A society can either create wealth or plunder and redistribute it. Which side are you on?
Read MoreThe Class Warfare Game Never Ends Well
The Class Warfare Game Never Ends Well
by Lawrence W. Reed
This may sound like a rant, but I have to get it off my chest. People who lust for political power and create strife and conflict to get it really bug me. And they should bug you too because it’s your pocketbook, your liberties, and your children’s future they’re playing games with.
For a country built on private property, risk-taking entrepreneurship and respect for success, America sure produces a lot of envious people these days. Our expensive welfare state is fueled, to paraphrase the great economist Thomas Sowell, by the destructive notion that “greed” is when you want to keep your own money but “compassion” is when you want to take somebody else’s.
In his must-read book, The Vision of the Anointed, Sowell notes the remarkable degree of upward mobility in free economies:
What sense would it make to classify a man as handicapped because he is in a wheelchair today, if he is expected to be walking again in a month, and competing in track meets before the year is out? Yet Americans are generally given ‘class’ labels on the basis of their transient location in the income stream. If most Americans do not stay in the same broad income bracket for even a decade, their repeatedly changing ‘class’ makes class itself a nebulous concept. Yet the intelligentsia are habituated, if not addicted, to seeing the world in class terms.
We have a president who shamelessly appeals to the worst in us. He says we should pull ourselves up by dragging others (namely, “the rich”) down. We’re supposed to look with disdain upon those who have more and trust big spenders like him to seize our fair share of it, which really translates to whatever he wants to swipe and squander on his friends and their pet causes. No wonder all he can do is propose to divide up a shrinking pie: He’s never in his life shown that he knows how to bake one himself. He’s just the latest in a long string of demagogues and snake-oil salesmen who parrot the Democratic Party’s class warfare playbook.
Leftist “progressives” like Biden, architects of endless schemes that impoverish people (from rotten government schools to mindless regulation), tell us that too many Americans have too little wealth and too few have too much. The “solution” is always the same: even more schemes to rob Peter to pay Paul while making sure Paul stays dependent on politicians for his salvation.
Imagine that. The same government that can’t responsibly manage its own fiscal affairs, that squanders billions of other people’s dollars in subsidies for corporations and foreign regimes, that wasted trillions in a counterproductive war on poverty, that now wants to blow trillions more on God-knows-what in the name of “infrastructure,” wants to preside over a sweeping expansion of the nanny state. And the wherewithal to do this will supposedly come from class warfare-style tax hikes that will make the rich “pay their fair share.”
It reminds me of something the philosopher Henry David Thoreau once said: “If I knew for certain that a man was coming to my home to do me good, I would run for my life.”
Economist Daniel Mitchell pointed out a few months ago (https://danieljmitchell.wordpress.com/2020/11/13/the-case-against-bidens-class-warfare-tax-policy-part-i/) that the top 20 percent of income earners in America already pay about 70 percent of the taxes. My guess is that if the top 20 percent paid ALL of the country’s taxes, Biden and the class warriors would still prattle about how the evil rich should pay more.
This is what class warriors do. For their own political advantage and to empower themselves, they pit people against each other. They manufacture villains and victims and then posture as the white knights who will save one group from the other. We should be asking, who will save all of us from them?
Government deficits drain off more than a trillion dollars of productive capital each year. Taxes, regulations, and bureaucratic red tape keep many aspiring entrepreneurs from getting a start and employing others who need work. Welfare policies pay millions to stay in poverty. The government education monopoly spends a fortune and all too often guarantees that children are ill-prepared for a productive future. I don’t know about you, but the government does not inspire any confidence in me that it knows who ought to own what.
For starters, our “leaders” in the federal government have a knack for refusing to take responsibility for their own handiwork. They propose A and when it fails, they propose B to deal with the problems that A created. B, of course, is yet another crackpot scheme and when it flops, they propose intervention C, and on and on. Enough already!
The fallacies in the class warfare gospel would be laughable if they weren’t so inevitably tragic in their ultimate outcome. Check out this four-minute video to see how Thomas Sowell dismisses them: https://www.youtube.com/watch?v=2hPIIlzlRYU.
A society can either create wealth or plunder and redistribute it. Which side are you on?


● **EXERCISE AIM**:
Say how many lines of the listing below include the string "value" and add nothing else.
┌──
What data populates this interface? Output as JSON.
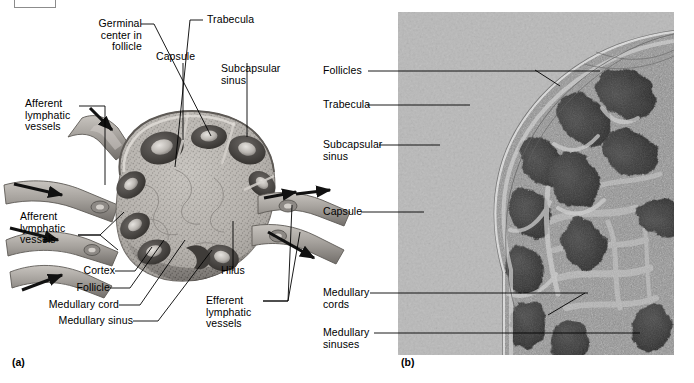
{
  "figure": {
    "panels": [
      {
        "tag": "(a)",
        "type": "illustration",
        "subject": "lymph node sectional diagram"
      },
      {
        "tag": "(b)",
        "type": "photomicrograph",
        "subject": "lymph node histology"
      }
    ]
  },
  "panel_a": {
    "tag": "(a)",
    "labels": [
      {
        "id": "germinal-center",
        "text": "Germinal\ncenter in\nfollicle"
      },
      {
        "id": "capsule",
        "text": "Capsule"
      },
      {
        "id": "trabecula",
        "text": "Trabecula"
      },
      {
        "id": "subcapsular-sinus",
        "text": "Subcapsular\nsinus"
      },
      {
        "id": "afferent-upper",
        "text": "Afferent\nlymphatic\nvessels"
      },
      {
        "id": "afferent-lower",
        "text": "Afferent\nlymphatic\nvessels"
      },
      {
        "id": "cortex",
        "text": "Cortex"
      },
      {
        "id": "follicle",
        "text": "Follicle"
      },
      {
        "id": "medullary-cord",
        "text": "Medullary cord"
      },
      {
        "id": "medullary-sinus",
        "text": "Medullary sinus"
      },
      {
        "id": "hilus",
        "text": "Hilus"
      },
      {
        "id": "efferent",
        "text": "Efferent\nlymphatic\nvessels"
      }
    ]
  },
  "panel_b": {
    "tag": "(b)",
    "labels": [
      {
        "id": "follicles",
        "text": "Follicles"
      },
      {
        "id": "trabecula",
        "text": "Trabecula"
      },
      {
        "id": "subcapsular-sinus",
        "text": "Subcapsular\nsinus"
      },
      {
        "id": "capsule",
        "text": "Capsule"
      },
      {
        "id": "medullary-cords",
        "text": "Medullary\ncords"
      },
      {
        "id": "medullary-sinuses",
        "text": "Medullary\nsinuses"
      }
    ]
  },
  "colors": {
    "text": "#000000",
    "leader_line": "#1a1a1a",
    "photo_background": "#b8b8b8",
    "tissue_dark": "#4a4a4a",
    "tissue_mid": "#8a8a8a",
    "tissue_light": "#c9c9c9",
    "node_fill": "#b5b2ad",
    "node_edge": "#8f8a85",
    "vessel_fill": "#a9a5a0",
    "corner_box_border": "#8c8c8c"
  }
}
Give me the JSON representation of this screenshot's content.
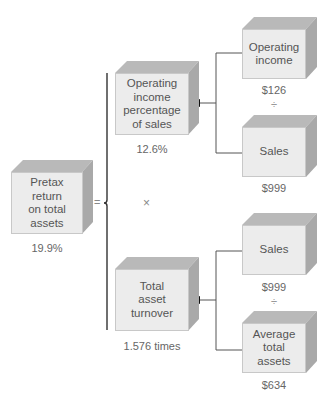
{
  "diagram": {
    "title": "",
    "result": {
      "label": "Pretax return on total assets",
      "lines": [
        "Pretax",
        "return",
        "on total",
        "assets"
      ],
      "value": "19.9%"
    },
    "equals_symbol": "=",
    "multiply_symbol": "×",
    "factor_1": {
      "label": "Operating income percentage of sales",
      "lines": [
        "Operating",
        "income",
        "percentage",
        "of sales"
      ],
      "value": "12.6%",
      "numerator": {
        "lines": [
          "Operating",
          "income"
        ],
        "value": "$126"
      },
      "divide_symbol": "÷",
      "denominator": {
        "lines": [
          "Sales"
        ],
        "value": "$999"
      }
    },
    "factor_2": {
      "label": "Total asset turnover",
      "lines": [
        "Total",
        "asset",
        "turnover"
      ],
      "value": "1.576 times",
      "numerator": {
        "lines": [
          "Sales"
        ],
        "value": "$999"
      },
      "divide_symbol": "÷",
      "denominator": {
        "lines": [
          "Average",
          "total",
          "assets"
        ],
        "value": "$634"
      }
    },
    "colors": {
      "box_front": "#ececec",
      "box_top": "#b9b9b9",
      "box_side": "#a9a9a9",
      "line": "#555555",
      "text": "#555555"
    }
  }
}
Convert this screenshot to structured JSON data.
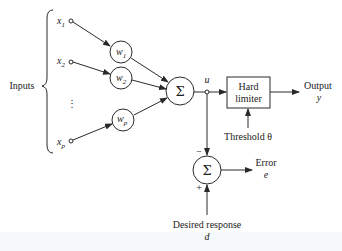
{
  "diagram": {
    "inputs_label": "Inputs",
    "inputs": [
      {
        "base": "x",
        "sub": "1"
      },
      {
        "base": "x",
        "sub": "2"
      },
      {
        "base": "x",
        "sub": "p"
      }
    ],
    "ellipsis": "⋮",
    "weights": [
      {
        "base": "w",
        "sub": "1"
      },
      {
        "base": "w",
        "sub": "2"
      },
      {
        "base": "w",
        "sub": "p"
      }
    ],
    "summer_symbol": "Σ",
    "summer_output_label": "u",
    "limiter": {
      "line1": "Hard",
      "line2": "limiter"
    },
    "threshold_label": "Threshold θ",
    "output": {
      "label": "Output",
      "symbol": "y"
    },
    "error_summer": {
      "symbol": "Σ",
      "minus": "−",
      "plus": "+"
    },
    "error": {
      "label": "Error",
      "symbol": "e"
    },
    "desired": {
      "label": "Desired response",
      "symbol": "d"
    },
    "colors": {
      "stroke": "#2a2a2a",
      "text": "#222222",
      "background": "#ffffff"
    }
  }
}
└──
● **WRITTEN RESPONSE**:
7